It’s not news that young people are more liberal on issues like same-sex marriage, but a new poll charts just how deeply that split has been carved into the white evangelical community, one of the most socially conservative groups on the American religious landscape.

The poll, released in late August by the Washington-based Public Religion Research Institute, found that nearly half (44 percent) of young evangelicals between the ages of 18 to 29 favor allowing gays and lesbians to marry.

By contrast, the white evangelical community as a whole (even counting those relatively liberal young adults) is solidly opposed to same-sex marriage, by slightly more than 80 percent.

More broadly, the poll found “at least a 20-point generation gap between millennials (age 18-29) and seniors (65 and over) on every public policy measure in the survey concerning rights for gay and lesbian people.”

The poll also found that a slight majority of all Catholics (52 percent) favor same-sex marriage, despite the energetic teaching of their church to the contrary.

The PRRI poll confirmed findings from other polls over the last five years that Americans have come to a tipping point on the issue of same-sex marriage: either equally divided (47 percent, according to the PRRI poll) or slightly in favor.

“This is the first year that support for allowing gay and lesbian couples to marry is not a minority position,” said Robert P. Jones, CEO of Public Religion Research Institute.

The survey of 3,000 U.S. adults has an overall margin of error of plus or minus 2 percentage points; the margin for young adult responses is plus or minus 4.5 percentage points.

Bruce Nolan writes for “The Times-Picayune” in New Orleans.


ACTIVITY:
Exact reproductions of all the entries, please, and no pictures.

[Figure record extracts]
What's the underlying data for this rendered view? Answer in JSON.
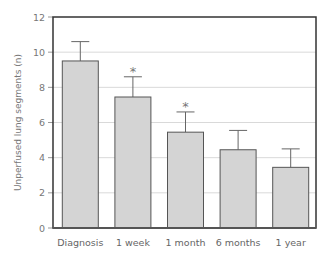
{
  "chart_data": {
    "type": "bar",
    "title": "",
    "xlabel": "",
    "ylabel": "Unperfused lung segments (n)",
    "ylim": [
      0,
      12
    ],
    "yticks": [
      0,
      2,
      4,
      6,
      8,
      10,
      12
    ],
    "grid": true,
    "legend": null,
    "categories": [
      "Diagnosis",
      "1 week",
      "1 month",
      "6 months",
      "1 year"
    ],
    "values": [
      9.5,
      7.45,
      5.45,
      4.45,
      3.45
    ],
    "error_upper": [
      10.6,
      8.6,
      6.6,
      5.55,
      4.5
    ],
    "annotations": [
      {
        "category": "1 week",
        "text": "*"
      },
      {
        "category": "1 month",
        "text": "*"
      }
    ]
  },
  "style": {
    "bar_fill": "#d4d4d4",
    "bar_stroke": "#555555",
    "grid_color": "#d9d9d9",
    "frame_color": "#333333",
    "error_color": "#666666"
  }
}
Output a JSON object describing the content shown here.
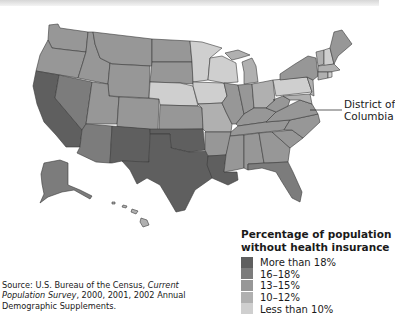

RESPONSE TO THE TASK:
What's the underlying data for this rendered view? Answer in JSON.
{
  "chart_data": {
    "type": "bar",
    "title": "",
    "xlabel": "",
    "ylabel": "Unperfused lung segments (n)",
    "ylim": [
      0,
      12
    ],
    "yticks": [
      0,
      2,
      4,
      6,
      8,
      10,
      12
    ],
    "grid": true,
    "legend": null,
    "categories": [
      "Diagnosis",
      "1 week",
      "1 month",
      "6 months",
      "1 year"
    ],
    "values": [
      9.5,
      7.45,
      5.45,
      4.45,
      3.45
    ],
    "error_upper": [
      10.6,
      8.6,
      6.6,
      5.55,
      4.5
    ],
    "annotations": [
      {
        "category": "1 week",
        "text": "*"
      },
      {
        "category": "1 month",
        "text": "*"
      }
    ]
  },
  "style": {
    "bar_fill": "#d4d4d4",
    "bar_stroke": "#555555",
    "grid_color": "#d9d9d9",
    "frame_color": "#333333",
    "error_color": "#666666"
  }
}
Output a JSON object describing the content shown here.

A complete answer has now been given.